Rachel Spencer sold ads for the Houston Chronicle after graduating from college, then had a crisis, quit her job, and took a summer position as a nanny for a rich family in Paris. She chronicled the experience in a Chron blog, Au Paris. When she got back, she turned the blog into a book by the same name. Quite an accomplishment for someone so young. But as many a blogger and publisher has learned by now, turning a blog into a book rarely works.
Spencer comes off as well-intentioned and sweet, but a cat-photo blog could have more of a narrative than her memoir. Very little happens during her time in France; instructions arenโt always clear and the kids arenโt always perfect, but thatโs hardly enough for a good story.
One obstacle is that Spencer doesnโt have very good French, not that it matters much, since her nannying charges speak English. Her main challenge seems to be how intimidating the sophisticated, thin French women are. Watching the mothers as she picks up the kids from school, she says, โI searched for the gene that made them all so ridiculously thinโฆWhat is it about French breeding?โ Again and again, she wonders at their teensy frames. To the point of tedium.
Ironically, itโs when Spencer writes about French cuisine that she seems most energized. The book is filled with observations such as, โPerhaps the most marvelous thing about eating a poulet rรดti coupรฉ on fresh baguette is that the steam and fresh juices from the meat make enough moisture to create their own sauce.โ She waxes rhapsodic about the espresso and croissants and lamb chops and soufflรฉs and stinky cheeses, but she tries to avoid the wine, which gives her a red face and makes her look like โa Frenchman.โ
Spencer seems happiest when her sister comes to town and the two spend their days tanning in Antibes. When they decide to drive up the Riviera and cross into Italy in a rented Volkswagen, Spencer gets inspired โ by the car, which makes her think of the VW commercial in which โkids drove the convertible at night, listened to good music, and looked at the stars,โ and by a Coldplay song. Itโs enough to make you want toโฆ
โฆI donโt know. Click that little X in the top right corner of the screen? Visit Gawker? Check your email? God forbid, do some actual work? Anything, really. Au Paris should have stayed a blog. โ Cathy Matusow
Au Paris, by Rachel Spencer, Citadel, $12.95
This article appears in Jul 26 โ Aug 1, 2007.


### [Your goal]
Keep every line in which "will" occurs and drop the rest of the data.

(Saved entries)
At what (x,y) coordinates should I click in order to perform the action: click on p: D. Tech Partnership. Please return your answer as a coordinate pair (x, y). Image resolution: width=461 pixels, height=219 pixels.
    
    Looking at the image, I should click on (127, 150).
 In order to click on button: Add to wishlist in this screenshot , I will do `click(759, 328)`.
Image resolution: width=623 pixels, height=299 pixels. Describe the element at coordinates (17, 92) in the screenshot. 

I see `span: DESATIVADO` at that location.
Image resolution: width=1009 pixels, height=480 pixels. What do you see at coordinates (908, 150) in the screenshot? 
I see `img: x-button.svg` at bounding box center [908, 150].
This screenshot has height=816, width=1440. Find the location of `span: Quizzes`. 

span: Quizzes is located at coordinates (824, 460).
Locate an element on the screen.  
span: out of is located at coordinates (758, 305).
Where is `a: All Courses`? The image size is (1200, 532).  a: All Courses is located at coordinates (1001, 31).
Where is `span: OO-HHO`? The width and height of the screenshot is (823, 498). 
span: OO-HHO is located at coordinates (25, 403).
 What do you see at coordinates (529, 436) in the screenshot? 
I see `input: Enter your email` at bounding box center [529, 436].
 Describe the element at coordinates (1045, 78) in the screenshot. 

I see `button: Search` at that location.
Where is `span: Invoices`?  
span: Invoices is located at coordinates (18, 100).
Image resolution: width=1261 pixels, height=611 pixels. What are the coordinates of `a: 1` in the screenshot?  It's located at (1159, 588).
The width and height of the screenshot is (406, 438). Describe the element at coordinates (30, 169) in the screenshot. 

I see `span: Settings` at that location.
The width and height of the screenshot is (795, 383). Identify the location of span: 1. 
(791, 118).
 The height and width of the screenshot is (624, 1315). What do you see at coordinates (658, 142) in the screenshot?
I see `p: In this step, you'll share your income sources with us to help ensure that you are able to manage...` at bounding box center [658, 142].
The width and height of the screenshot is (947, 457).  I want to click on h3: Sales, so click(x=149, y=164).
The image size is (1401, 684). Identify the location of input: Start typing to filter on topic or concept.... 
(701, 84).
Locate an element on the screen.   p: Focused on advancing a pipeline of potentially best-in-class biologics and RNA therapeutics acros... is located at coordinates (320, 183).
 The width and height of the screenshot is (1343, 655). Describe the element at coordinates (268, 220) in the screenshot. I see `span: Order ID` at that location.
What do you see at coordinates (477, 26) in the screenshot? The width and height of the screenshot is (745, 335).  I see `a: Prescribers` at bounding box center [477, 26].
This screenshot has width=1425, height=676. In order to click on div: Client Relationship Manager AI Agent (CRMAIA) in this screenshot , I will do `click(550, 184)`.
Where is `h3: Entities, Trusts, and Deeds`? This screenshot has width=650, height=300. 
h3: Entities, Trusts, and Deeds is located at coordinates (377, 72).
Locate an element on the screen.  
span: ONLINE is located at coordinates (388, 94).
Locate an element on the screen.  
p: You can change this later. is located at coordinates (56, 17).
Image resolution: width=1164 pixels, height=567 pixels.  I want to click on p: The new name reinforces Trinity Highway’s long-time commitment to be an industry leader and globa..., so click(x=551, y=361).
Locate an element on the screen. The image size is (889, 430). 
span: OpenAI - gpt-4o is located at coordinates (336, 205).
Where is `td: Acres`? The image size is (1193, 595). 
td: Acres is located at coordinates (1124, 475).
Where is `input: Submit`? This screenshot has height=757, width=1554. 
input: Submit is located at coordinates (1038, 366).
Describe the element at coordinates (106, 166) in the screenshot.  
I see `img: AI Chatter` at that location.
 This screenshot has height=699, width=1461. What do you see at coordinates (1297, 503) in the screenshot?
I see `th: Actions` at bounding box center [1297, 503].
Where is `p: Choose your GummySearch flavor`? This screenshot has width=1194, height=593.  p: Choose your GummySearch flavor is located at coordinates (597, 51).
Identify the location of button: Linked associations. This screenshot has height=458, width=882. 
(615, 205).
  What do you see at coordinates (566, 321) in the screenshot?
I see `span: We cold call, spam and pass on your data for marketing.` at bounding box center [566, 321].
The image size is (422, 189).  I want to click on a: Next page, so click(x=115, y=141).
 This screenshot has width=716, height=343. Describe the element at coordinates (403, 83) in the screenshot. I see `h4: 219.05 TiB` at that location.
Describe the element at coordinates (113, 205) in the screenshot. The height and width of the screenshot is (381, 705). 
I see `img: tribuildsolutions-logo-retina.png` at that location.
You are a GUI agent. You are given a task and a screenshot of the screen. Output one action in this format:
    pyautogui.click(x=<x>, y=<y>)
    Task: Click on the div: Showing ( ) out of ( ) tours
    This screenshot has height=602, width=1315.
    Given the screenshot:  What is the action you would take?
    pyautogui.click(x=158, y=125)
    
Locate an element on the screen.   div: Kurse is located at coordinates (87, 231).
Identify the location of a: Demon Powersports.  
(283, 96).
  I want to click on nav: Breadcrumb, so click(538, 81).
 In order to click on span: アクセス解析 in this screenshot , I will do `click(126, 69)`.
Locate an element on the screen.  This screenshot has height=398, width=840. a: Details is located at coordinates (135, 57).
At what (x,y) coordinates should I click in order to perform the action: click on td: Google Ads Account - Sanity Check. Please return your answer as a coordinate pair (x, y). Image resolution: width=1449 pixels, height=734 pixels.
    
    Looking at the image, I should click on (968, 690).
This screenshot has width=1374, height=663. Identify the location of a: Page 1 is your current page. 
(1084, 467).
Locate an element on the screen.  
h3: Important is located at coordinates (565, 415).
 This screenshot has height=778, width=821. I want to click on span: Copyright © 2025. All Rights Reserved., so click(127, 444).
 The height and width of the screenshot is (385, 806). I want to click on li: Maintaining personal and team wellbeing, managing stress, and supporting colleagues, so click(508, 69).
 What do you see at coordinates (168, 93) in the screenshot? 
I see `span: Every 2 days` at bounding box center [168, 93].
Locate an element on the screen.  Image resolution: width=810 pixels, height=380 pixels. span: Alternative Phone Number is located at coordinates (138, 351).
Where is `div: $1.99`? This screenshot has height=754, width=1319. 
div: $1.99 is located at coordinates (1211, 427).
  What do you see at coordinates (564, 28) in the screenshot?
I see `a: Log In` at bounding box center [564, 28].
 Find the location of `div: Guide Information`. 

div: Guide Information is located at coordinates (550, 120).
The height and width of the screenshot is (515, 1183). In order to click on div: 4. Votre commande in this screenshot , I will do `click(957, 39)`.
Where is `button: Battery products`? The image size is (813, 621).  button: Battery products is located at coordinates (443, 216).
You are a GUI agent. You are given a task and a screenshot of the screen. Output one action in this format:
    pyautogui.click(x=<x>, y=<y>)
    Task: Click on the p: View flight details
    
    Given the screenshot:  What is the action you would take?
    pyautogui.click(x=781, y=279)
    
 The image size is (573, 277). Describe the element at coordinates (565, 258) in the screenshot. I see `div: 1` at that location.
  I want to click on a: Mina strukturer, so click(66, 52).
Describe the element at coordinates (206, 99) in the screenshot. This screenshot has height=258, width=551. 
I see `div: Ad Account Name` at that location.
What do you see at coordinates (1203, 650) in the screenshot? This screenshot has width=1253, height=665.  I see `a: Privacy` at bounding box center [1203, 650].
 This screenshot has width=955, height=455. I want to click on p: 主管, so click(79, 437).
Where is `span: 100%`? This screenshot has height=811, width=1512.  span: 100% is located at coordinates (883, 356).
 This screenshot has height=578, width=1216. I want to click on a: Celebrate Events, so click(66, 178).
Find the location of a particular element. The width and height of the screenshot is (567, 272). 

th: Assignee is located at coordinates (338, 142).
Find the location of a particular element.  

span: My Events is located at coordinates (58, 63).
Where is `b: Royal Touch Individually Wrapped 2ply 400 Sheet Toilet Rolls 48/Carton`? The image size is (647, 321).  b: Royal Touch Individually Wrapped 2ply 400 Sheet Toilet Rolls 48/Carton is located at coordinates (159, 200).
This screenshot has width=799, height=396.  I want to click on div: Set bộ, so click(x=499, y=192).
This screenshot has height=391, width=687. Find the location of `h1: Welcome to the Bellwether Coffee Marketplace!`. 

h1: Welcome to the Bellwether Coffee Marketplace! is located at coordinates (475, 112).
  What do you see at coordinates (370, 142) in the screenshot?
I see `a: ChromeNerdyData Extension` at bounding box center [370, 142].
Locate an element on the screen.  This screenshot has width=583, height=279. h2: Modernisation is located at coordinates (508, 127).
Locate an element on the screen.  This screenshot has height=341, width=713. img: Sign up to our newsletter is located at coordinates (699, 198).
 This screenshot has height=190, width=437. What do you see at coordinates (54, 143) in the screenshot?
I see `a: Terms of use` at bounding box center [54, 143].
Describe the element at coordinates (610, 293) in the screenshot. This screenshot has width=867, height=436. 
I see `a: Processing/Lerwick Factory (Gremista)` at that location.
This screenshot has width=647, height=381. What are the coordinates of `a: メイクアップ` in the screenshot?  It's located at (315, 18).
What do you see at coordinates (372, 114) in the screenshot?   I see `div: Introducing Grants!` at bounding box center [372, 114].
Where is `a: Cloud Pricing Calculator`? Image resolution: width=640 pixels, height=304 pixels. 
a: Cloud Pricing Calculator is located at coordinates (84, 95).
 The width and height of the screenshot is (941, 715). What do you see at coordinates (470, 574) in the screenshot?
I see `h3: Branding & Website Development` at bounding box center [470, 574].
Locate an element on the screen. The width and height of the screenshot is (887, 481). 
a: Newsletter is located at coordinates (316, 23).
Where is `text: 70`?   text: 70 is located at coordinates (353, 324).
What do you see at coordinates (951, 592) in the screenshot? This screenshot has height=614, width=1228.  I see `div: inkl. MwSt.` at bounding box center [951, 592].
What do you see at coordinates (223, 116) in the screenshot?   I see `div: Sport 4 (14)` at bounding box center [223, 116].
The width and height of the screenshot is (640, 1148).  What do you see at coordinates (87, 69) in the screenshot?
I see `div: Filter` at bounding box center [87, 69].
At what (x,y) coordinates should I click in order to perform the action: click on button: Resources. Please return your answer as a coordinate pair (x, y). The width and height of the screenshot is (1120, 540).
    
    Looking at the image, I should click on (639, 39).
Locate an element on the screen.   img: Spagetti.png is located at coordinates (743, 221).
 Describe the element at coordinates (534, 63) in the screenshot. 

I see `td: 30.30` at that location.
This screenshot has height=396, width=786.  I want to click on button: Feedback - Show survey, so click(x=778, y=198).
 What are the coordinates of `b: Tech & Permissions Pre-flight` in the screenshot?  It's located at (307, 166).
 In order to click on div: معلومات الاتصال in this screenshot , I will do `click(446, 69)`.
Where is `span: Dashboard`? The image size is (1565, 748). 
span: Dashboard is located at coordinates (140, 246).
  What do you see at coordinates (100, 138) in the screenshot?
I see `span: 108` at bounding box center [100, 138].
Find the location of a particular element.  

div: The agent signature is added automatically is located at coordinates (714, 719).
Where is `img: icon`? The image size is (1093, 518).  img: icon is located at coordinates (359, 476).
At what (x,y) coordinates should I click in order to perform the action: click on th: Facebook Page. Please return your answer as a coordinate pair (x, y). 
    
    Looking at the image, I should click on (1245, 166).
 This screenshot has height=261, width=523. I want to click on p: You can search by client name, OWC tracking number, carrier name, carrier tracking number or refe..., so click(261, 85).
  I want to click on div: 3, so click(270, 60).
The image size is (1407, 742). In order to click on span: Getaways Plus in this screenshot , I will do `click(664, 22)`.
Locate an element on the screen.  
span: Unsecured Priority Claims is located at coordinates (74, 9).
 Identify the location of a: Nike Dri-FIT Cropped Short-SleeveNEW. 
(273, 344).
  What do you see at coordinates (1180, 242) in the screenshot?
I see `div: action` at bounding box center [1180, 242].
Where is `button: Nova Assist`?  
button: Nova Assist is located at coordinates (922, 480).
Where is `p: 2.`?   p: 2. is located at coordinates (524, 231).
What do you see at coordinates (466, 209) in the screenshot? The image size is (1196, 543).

### [Solution for this task]
 In order to click on button: Add to wishlist in this screenshot , I will do `click(759, 328)`.
This screenshot has width=1425, height=676. In order to click on div: Client Relationship Manager AI Agent (CRMAIA) in this screenshot , I will do `click(550, 184)`.
 In order to click on span: アクセス解析 in this screenshot , I will do `click(126, 69)`.
The height and width of the screenshot is (515, 1183). In order to click on div: 4. Votre commande in this screenshot , I will do `click(957, 39)`.
 In order to click on div: معلومات الاتصال in this screenshot , I will do `click(446, 69)`.
The image size is (1407, 742). In order to click on span: Getaways Plus in this screenshot , I will do `click(664, 22)`.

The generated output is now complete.